Something to look forward to: The new Zen 2 CPU design promises to deliver performance and security improvements throughout, as well as lower power consumption and more flexible CPU setups thanks to its innovative chiplet design.
AMD has announced the launch of its latest chip design, Zen 2, introducing the first x86 7nm CPU to the market, and detailing its many architectural improvements.
At today's AMD Next Horizon event, AMD presented its first 7nm server CPU based on its new Zen 2 architecture. 'Rome', as this iteration of Epyc is known, is the follow-up to 'Naples' and effectively doubles-up on a number of core features of its predecessor, it is also happens to be drop-in compatible with 'Naples' which will bring added savings to the first-gen adopters.
It's a 64-core / 128-thread design, PCIe 4.0-supporting behemoth, delivering a claimed 4x FPU performance increase per socket. The 7nm process, developed in tight partnership with TSMC, is set to also deliver gains in other metrics: twice the transistor density, half the power consumption (for the same performance) and 25% more performance (at the same power envelope). Of course these are either/or situations, AMD will be able to deliver added performance for the same power or massive power savings for identical (Naples-like) performance.
Apart from this, Zen 2 brings along architectural improvements throughout; all contributing to the performance gains: a more advanced branch predictor, security enhancements to stave off Spectre-like vulnerabilities, improved execution pipeline, better instruction pre-fetching and larger Ops cache (to name a few).
But there's more. Zen 2 is a departure from the monolithic CPUs that, while bringing the aforementioned density, power, and core configuration gains, also introduces a design concept which both AMD and Intel have been gushing about for a few years now: a modular CPU built on an interconnect (Infinity Fabric) linking multiple CPU chiplets (in this case, the CCX).
Below you can see Zen (on the left) and Zen 2 (on the right):
In Zen 2, each 7nm chiplet contains 8 physical cores and sits on a second gen Infinity Fabric interconnect (built on a 14nm process), connecting the CCX clusters. This enables AMD to add increased flexibility to the CPU designs and, eventually, roll out lower-ranking SKUs such as a next-gen Threadripper and Ryzen 3xxx series CPUs. It also means that AMD found the semiconductor manufacturing Holy Grail, as it can keep costs way down by producing small area (high yield) 7nm dies, and connect them via the 14nm-built infinity fabric. It will essentially punch out multiple CPU SKUs from a single package setup (altough, this is arguably overkill for desktop Zen 2).
Sticking to the plan seems to be working wonders at AMD. The company launched Zen in 2017, improved it with Zen+ this year, and is now following through with its next design, the Zen 2.
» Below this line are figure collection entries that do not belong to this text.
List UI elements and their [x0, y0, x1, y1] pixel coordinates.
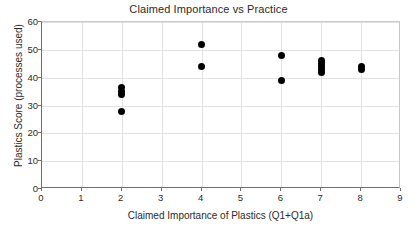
x-tick-label: 6	[265, 192, 295, 203]
y-axis-label: Plastics Score (processes used)	[13, 6, 24, 186]
gridline-horizontal	[42, 22, 399, 23]
x-tick-label: 7	[305, 192, 335, 203]
gridline-vertical	[122, 22, 123, 187]
x-tick-label: 1	[66, 192, 96, 203]
x-tick-label: 0	[26, 192, 56, 203]
x-tick-label: 8	[345, 192, 375, 203]
x-tick-mark	[360, 188, 361, 191]
scatter-chart-screenshot: Claimed Importance vs Practice 010203040…	[0, 0, 417, 235]
x-tick-mark	[240, 188, 241, 191]
data-point	[278, 52, 285, 59]
x-tick-label: 3	[146, 192, 176, 203]
data-point	[318, 69, 325, 76]
y-tick-mark	[38, 132, 41, 133]
x-tick-mark	[41, 188, 42, 191]
y-tick-mark	[38, 160, 41, 161]
x-tick-label: 9	[385, 192, 415, 203]
x-tick-mark	[400, 188, 401, 191]
x-tick-label: 4	[186, 192, 216, 203]
data-point	[198, 41, 205, 48]
gridline-vertical	[361, 22, 362, 187]
data-point	[278, 77, 285, 84]
y-tick-mark	[38, 49, 41, 50]
gridline-vertical	[321, 22, 322, 187]
y-tick-mark	[38, 77, 41, 78]
x-axis-label: Claimed Importance of Plastics (Q1+Q1a)	[41, 210, 400, 221]
plot-area	[41, 21, 400, 188]
data-point	[118, 108, 125, 115]
x-tick-mark	[81, 188, 82, 191]
x-tick-mark	[320, 188, 321, 191]
gridline-horizontal	[42, 78, 399, 79]
data-point	[358, 66, 365, 73]
gridline-vertical	[162, 22, 163, 187]
x-tick-label: 5	[225, 192, 255, 203]
x-tick-mark	[121, 188, 122, 191]
gridline-vertical	[241, 22, 242, 187]
gridline-horizontal	[42, 161, 399, 162]
gridline-vertical	[82, 22, 83, 187]
x-tick-mark	[161, 188, 162, 191]
y-tick-mark	[38, 105, 41, 106]
data-point	[198, 63, 205, 70]
gridline-horizontal	[42, 50, 399, 51]
x-tick-mark	[201, 188, 202, 191]
data-point	[118, 91, 125, 98]
x-tick-mark	[280, 188, 281, 191]
gridline-vertical	[281, 22, 282, 187]
chart-title: Claimed Importance vs Practice	[0, 3, 417, 15]
gridline-horizontal	[42, 133, 399, 134]
x-axis-tick-labels: 0123456789	[0, 192, 417, 206]
gridline-horizontal	[42, 106, 399, 107]
y-tick-mark	[38, 21, 41, 22]
x-tick-label: 2	[106, 192, 136, 203]
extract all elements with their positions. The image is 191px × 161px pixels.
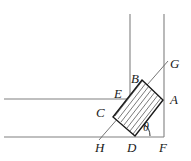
- figure-canvas: [0, 0, 191, 161]
- geometry-figure: G B A E C H D F θ: [0, 0, 191, 161]
- point-label-E: E: [114, 87, 122, 100]
- angle-label-theta: θ: [143, 121, 149, 133]
- point-label-F: F: [159, 141, 167, 154]
- point-label-A: A: [170, 93, 178, 106]
- point-label-H: H: [95, 141, 104, 154]
- point-label-B: B: [131, 72, 139, 85]
- point-label-G: G: [170, 57, 179, 70]
- hatched-rectangle: [109, 74, 170, 143]
- point-label-D: D: [127, 141, 136, 154]
- point-label-C: C: [96, 106, 105, 119]
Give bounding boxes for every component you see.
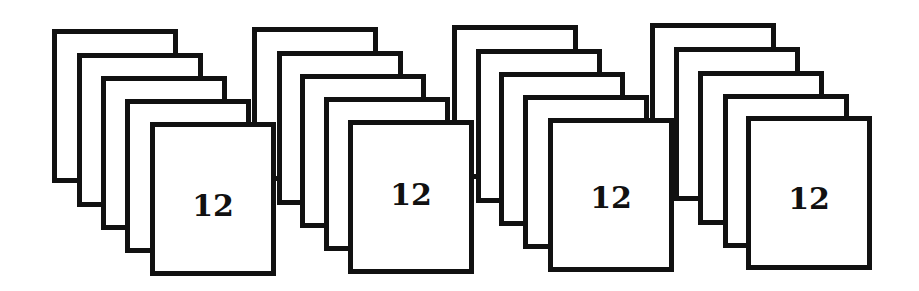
front-card: 12 <box>150 122 276 276</box>
card-number-label: 12 <box>353 180 469 210</box>
card-number-label: 12 <box>155 191 271 221</box>
card-number-label: 12 <box>553 183 669 213</box>
front-card: 12 <box>746 116 872 270</box>
card-number-label: 12 <box>751 184 867 214</box>
front-card: 12 <box>348 120 474 274</box>
front-card: 12 <box>548 118 674 272</box>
The long-term planning, which Lisa Su frequently highlighted, allowed it to outmaneuver Intel in the datacenter as it reliably delivered on promises and now allows it to steal the thunder from Intel's 10nm server design, 'Ice Lake'. Zen 2 is here, Ice Lake is still a year away. Intel has been failing to deliver on its promises. AMD has not.
According to AMD, partners are queuing to sign up for 'Rome' right now, and that is bad news for Intel.
AMD has been on a roll ever since the initial Zen launch, taking back market share, shoring up industry partners and restoring consumer faith. Maybe one of the most disregarded facts is that AMD has outlined a multi-year plan which it is following (thus far) to a fault, rekindling the long-lost competition in the x86 CPU arena.
There was no word on desktop CPUs (i.e. Castle Peak), but the news so far bodes well for the AMD camp.